Hi Thomas et al .,
Thanks for the link --
[ X ]
However perhaps focusing on spatial movement { & violence } is somewhat a case of not seeing the wood for the trees? Whether it's movement / shooting / or the paucity of gestures in general these are fundamentally just different ways of encapsulating the mechanics of collision or "hit detection". I hazard that it's something that came to the fore: first as the most basic of interactions that can be computationally performed in 3D space by drawing a line to a point, then checking for whether it intersects. Perhaps somebody more versed in game history can come up with the origins of "hit detection" but I my rough guess that those techniques came from WW2 missile guidance systems.
Quite remarkable then that the last 30 years of video game culture has come from this small grain. Re -worked again & again from "Spacewar" through to "Night Driver" and then contemporary FPS games. You see collision in game space creates the rules, form and the "direction" of play much like how sports have fields with demarcations and timed periods to establish the structure for interesting things to happen. Put up 2 -walls and you have a race game, 2 -more and you have a maze game. Now extrude that into 3D space and do some hit -scanning and you essentially have the core mechanics of MW3.
As game developers much mileage comes from factoring in movement speed x collision. This seems to be enough as we can express tone or emotion running the gamut from "Desert Bus" to "Burnout Paradise" which are the same basic construct but running at different speeds. However I feel this can only work to increase or reduce the players perception of "intensity" as it borrows from ideas of cinematic montage that have already been internalised by the audience. That game space -time maps somehow onto real -time cause & effect with a kind of integrity, or enough so that we can "extrapolate" consequences of our actions.
[ Y ]
How to make spatial movement more interesting? Well the first thing is to delve into the phenomenology { or perception } of motion. Namely: time _ that wonderful stuff which begets memory, which begets forgetting. Possibly the most notable thing about "Dear Esther" is how it affords players the spacing in between events through the mechanic of traversal; which in turn becomes the cadence of the narrative as it's assimilated. Replete with gaps _ and stops. Once again though it's Eisenstein's theory of "montage" or Bruce Lee's "broken rhythm" at work. Both share the same essential idea that you can manipulate people's apprehension or interpretation of motion to great effect. And that should be exciting because it considers perception + cognition to be as important as the event!
However modern game design, for lack of understanding forgoes the cognitive side of the equation for mapping emotion through an intensity graph as the thread to which a player's experience should hew. It's an odd decision though and one which is worth questioning as one of the inherent pleasures is in the exploration. From a narrative perspective it might be plausible but when you explore it with any depth the concept of "intensity" itself is narrow and one -dimensional much like the choices in games which seek to have strong resolution on those terms. There's literally a fork in the road ahead with one direction being an enormous rollercoaster of epic proportions and the other somewhat leading to the house with the mailbox.
Spatial movement in most games is used to corral players into progression. What this neglects however is a complete sense of being, because you are always seeking out the other { re: checkpoint or narrative continuity }. It's a bloody good way to keep bums on seats I suppose as proven from Greek antiquity onwards. If we're to get a bit meta as well I think the movement of knowledge and awareness of the various techniques and devices to portray it in game are also interesting to think about.
Go visit some gameplay or engine programmers in a studio it's most likely that they have a volume of Mark De Loura's "Game Programming Gems" sitting beside their monitor. And if you get an early version of this book from around '00 you will see the guts of contemporary gaming laid bare. Splatiomancy of a sort -- early attempts at 3D camera frustrums, convex hull collisions and more. It's a bit sad to me that we don't have the same "computer science" approach to making game experiences that the pioneers did, or even just the time & intent to think things through from 1st principles.
[ Z ]
The genius & tragedy of Chris Crawford is that like Cassandra he was able to see all of this in the early 90s and it's what he tried so hard to impart to his fellow developers with the now infamous "GDC Dragon Speech". That there was no future for just iterating games on simple mechanics like "hit detection" and that other systems needed to be invented to assimilate other mental processes into the form. "Storytron" was the attempt to open up n -space and a sense of internal dialogue and I think what we might be able to take from that is the idea of the spatial not only in a cartesian fashion { after Descartes } but also from cognition and psychology. To consider the "being" in space -time and things about human nature which might resonate in a non -literal sense.
It's what people like Resnais, Robbe-Grillet and of course Godard were trying to achieve with film and literature last century where those forms already had an established structure or expectations. Disruption of the flow with a view to mindful -ness or breaking the vase to see the flowers. Personally, I've starting to look more at dance and how it's pretty much cinema but without the elements of manipulation and what we might learn from such focused feeling and constraints. For a more direct and hands -on experience I recommend you check out Alex Bruce's "Hazard / Anti -Chamber" as it's a brilliant take on the mental conditioning of FPS space and how to present motion as integrated w/ philosophy.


YOUR OBJECTIVE:
A verbatim copy of the full data, with no pictures, is the expected answer.

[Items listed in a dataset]
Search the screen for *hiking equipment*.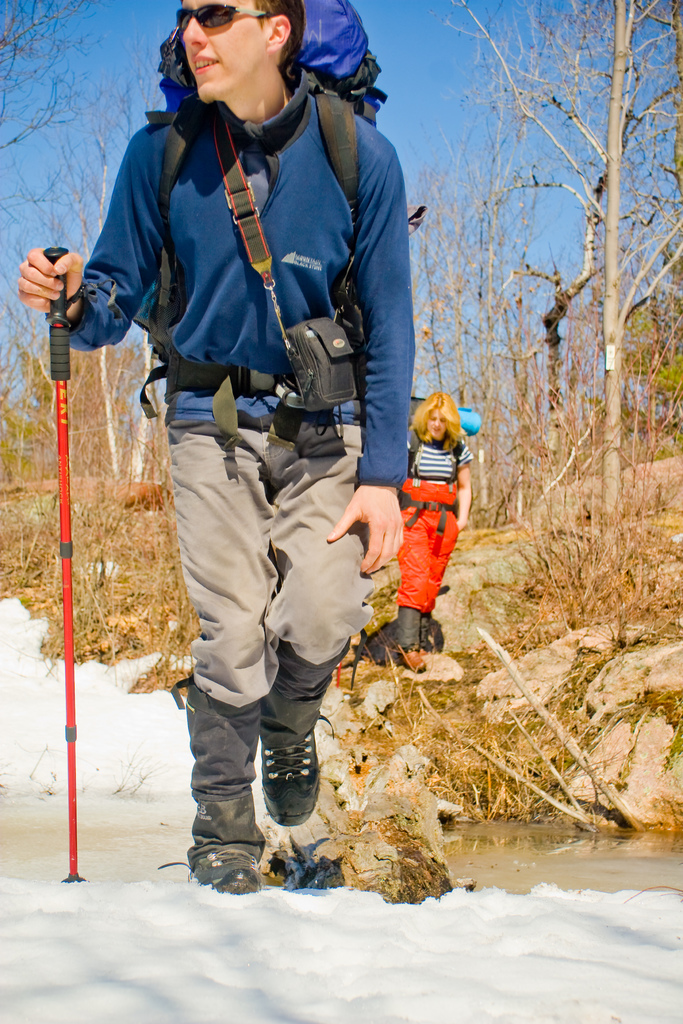
Found at select_region(397, 394, 477, 541).
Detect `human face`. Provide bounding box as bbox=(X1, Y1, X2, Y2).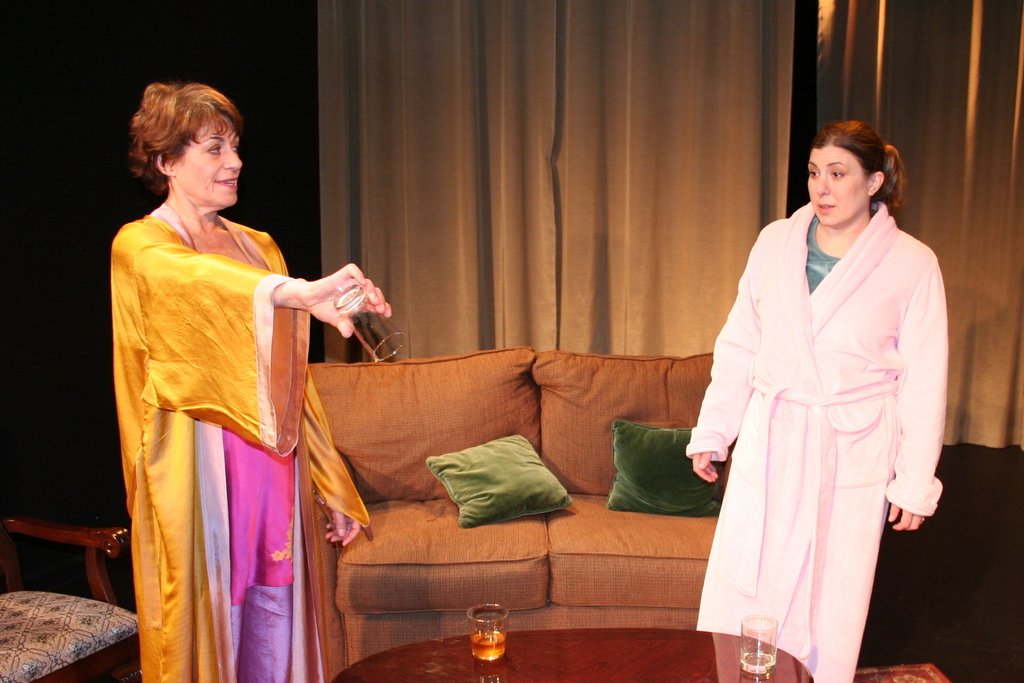
bbox=(174, 115, 240, 206).
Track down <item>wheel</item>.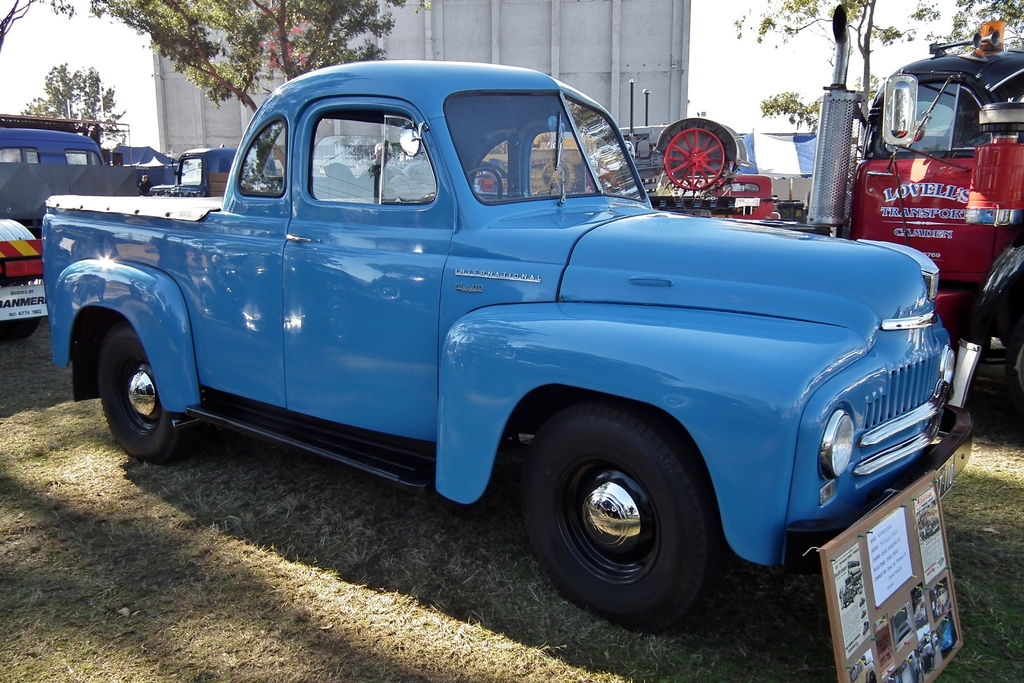
Tracked to l=1004, t=333, r=1023, b=406.
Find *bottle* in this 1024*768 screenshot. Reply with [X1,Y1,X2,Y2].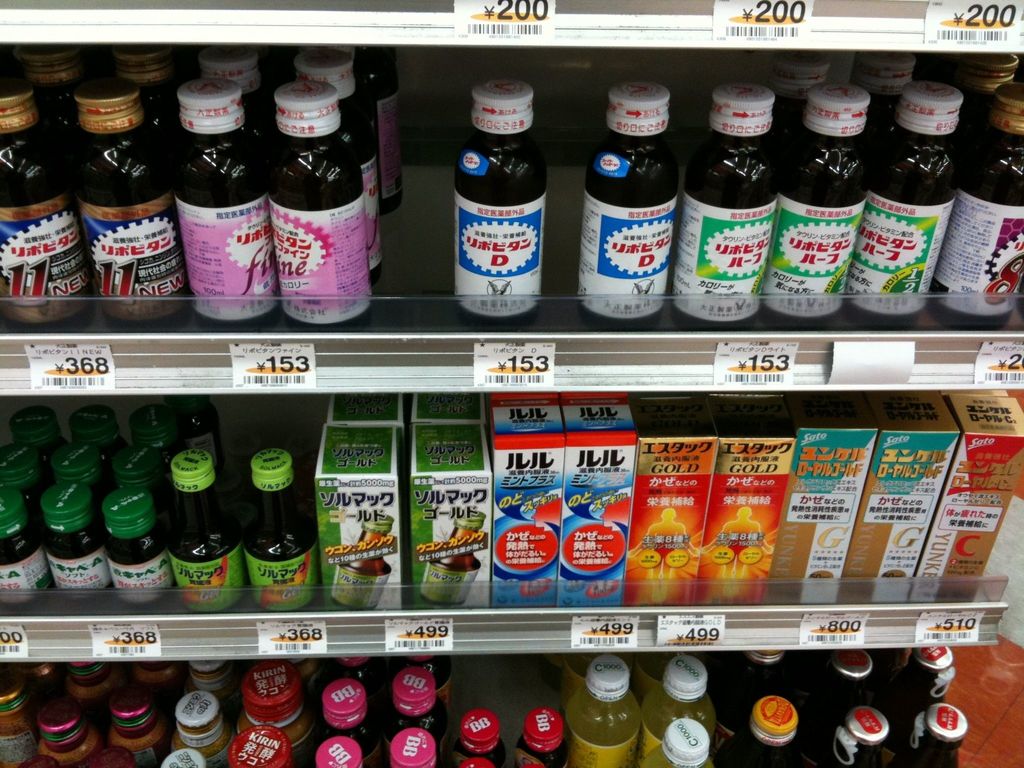
[560,654,638,714].
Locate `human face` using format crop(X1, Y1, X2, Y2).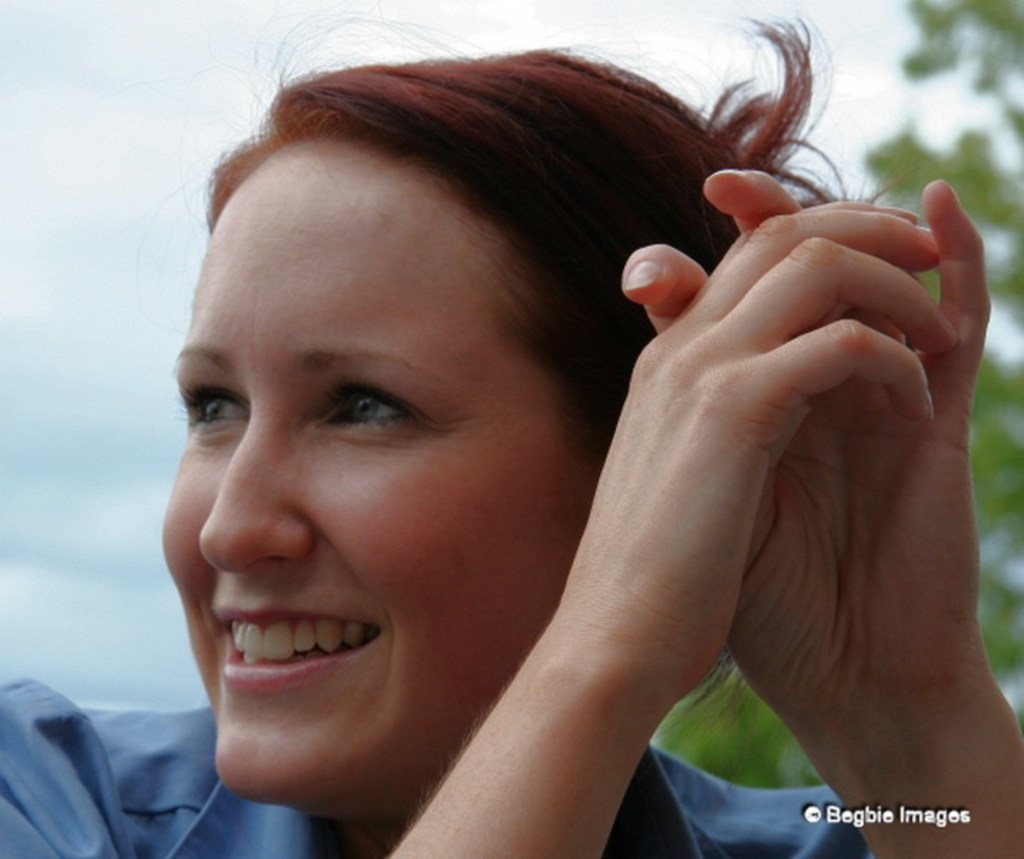
crop(169, 142, 594, 806).
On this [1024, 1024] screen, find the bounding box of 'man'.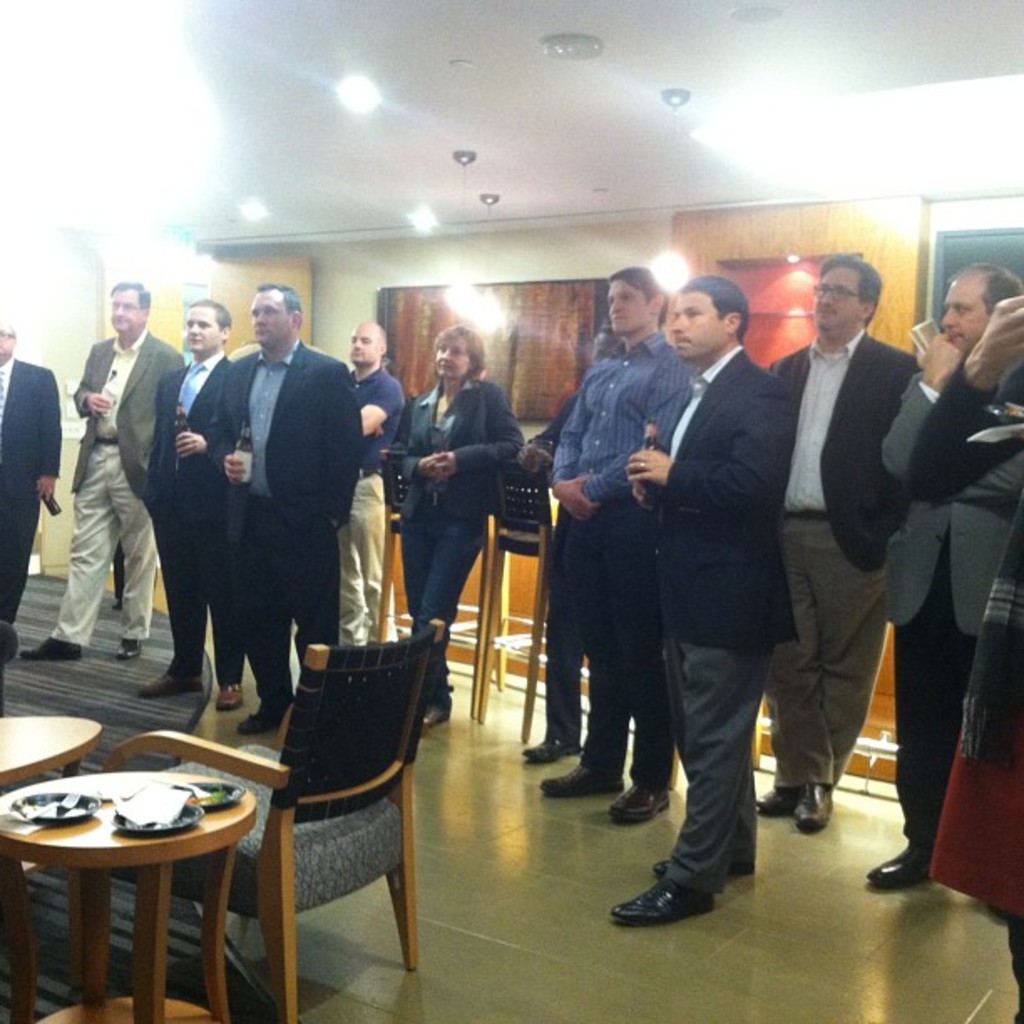
Bounding box: locate(517, 321, 626, 765).
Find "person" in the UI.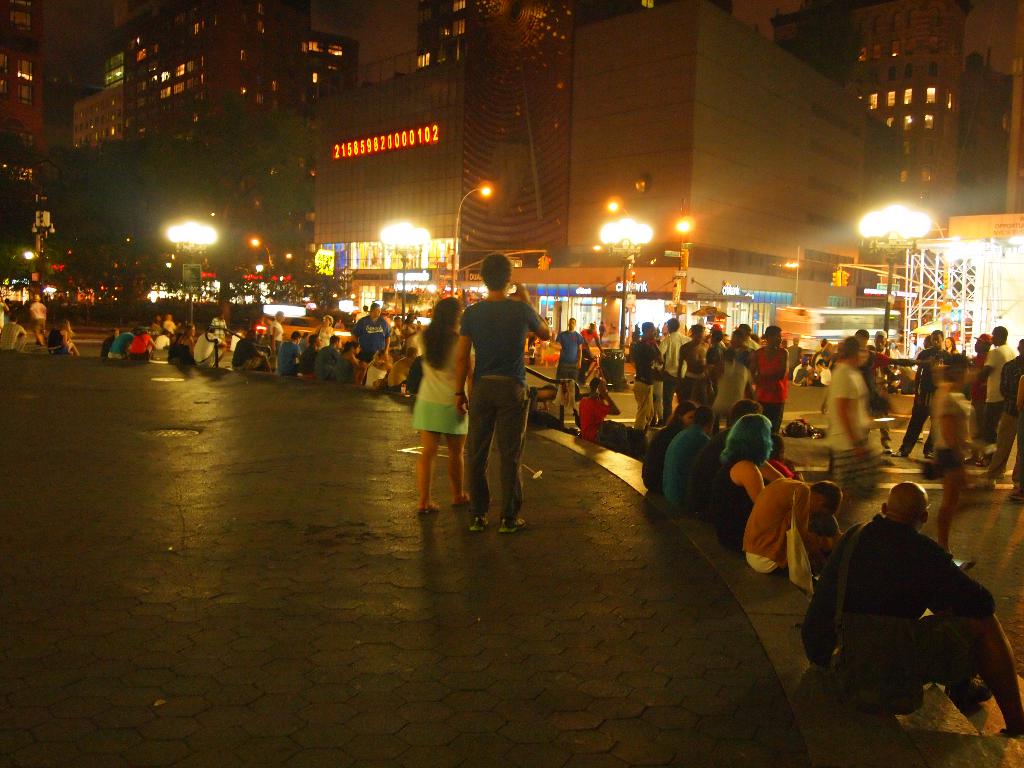
UI element at (left=449, top=253, right=543, bottom=532).
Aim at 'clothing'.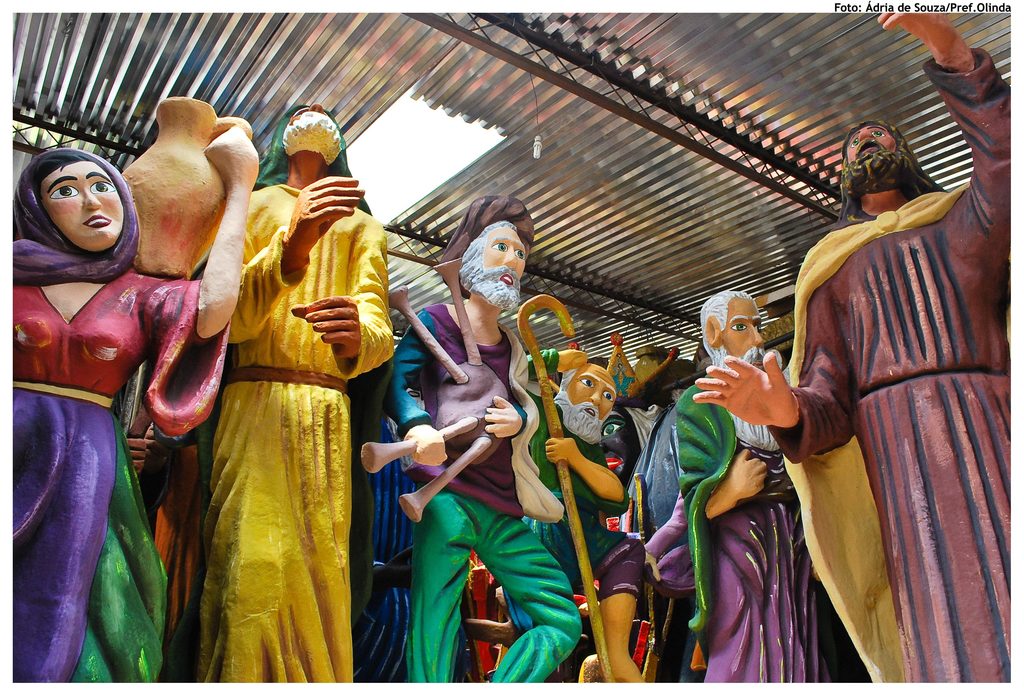
Aimed at [x1=769, y1=44, x2=1011, y2=683].
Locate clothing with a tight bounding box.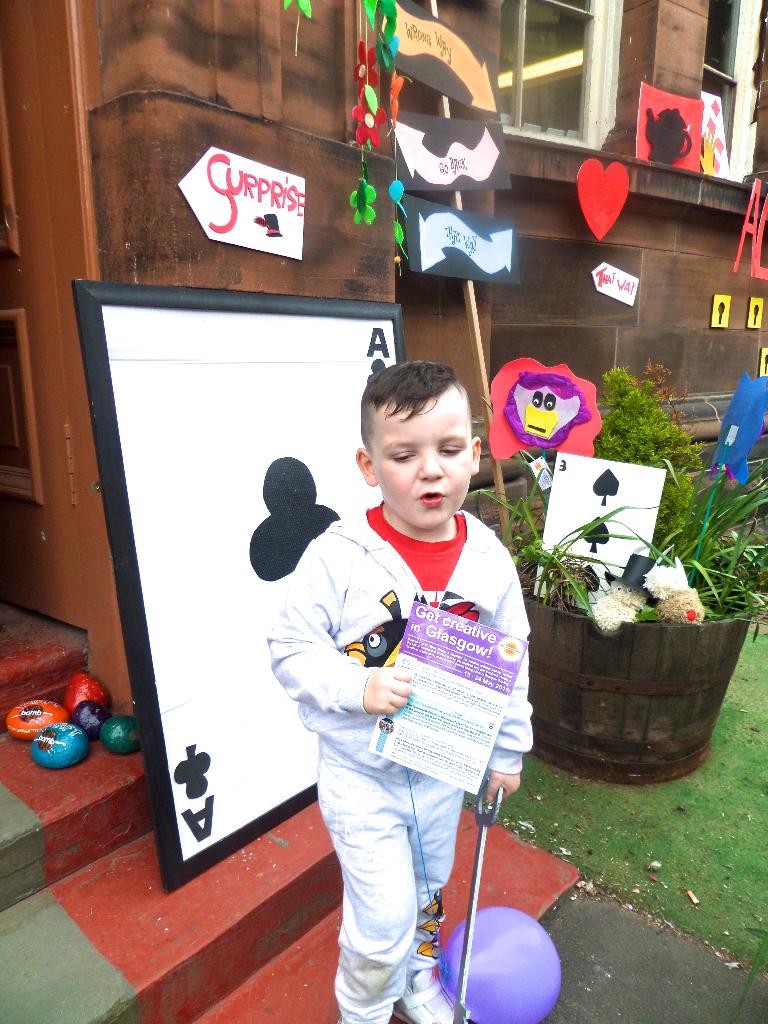
294, 510, 525, 904.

SOLUTION:
Search the screen for *hiking equipment*.
Found at select_region(397, 394, 477, 541).
Detect `human face`. Provide bounding box as bbox=(X1, Y1, X2, Y2).
bbox=(174, 115, 240, 206).
Track down <item>wheel</item>.
Tracked to l=1004, t=333, r=1023, b=406.
Find *bottle* in this 1024*768 screenshot. Reply with [X1,Y1,X2,Y2].
[560,654,638,714].
Locate `human face` using format crop(X1, Y1, X2, Y2).
crop(169, 142, 594, 806).
On this [1024, 1024] screen, find the bounding box of 'man'.
Bounding box: locate(517, 321, 626, 765).
Find "person" in the UI.
UI element at (left=449, top=253, right=543, bottom=532).
Aim at 'clothing'.
Aimed at [x1=769, y1=44, x2=1011, y2=683].
Locate clothing with a tight bounding box.
294, 510, 525, 904.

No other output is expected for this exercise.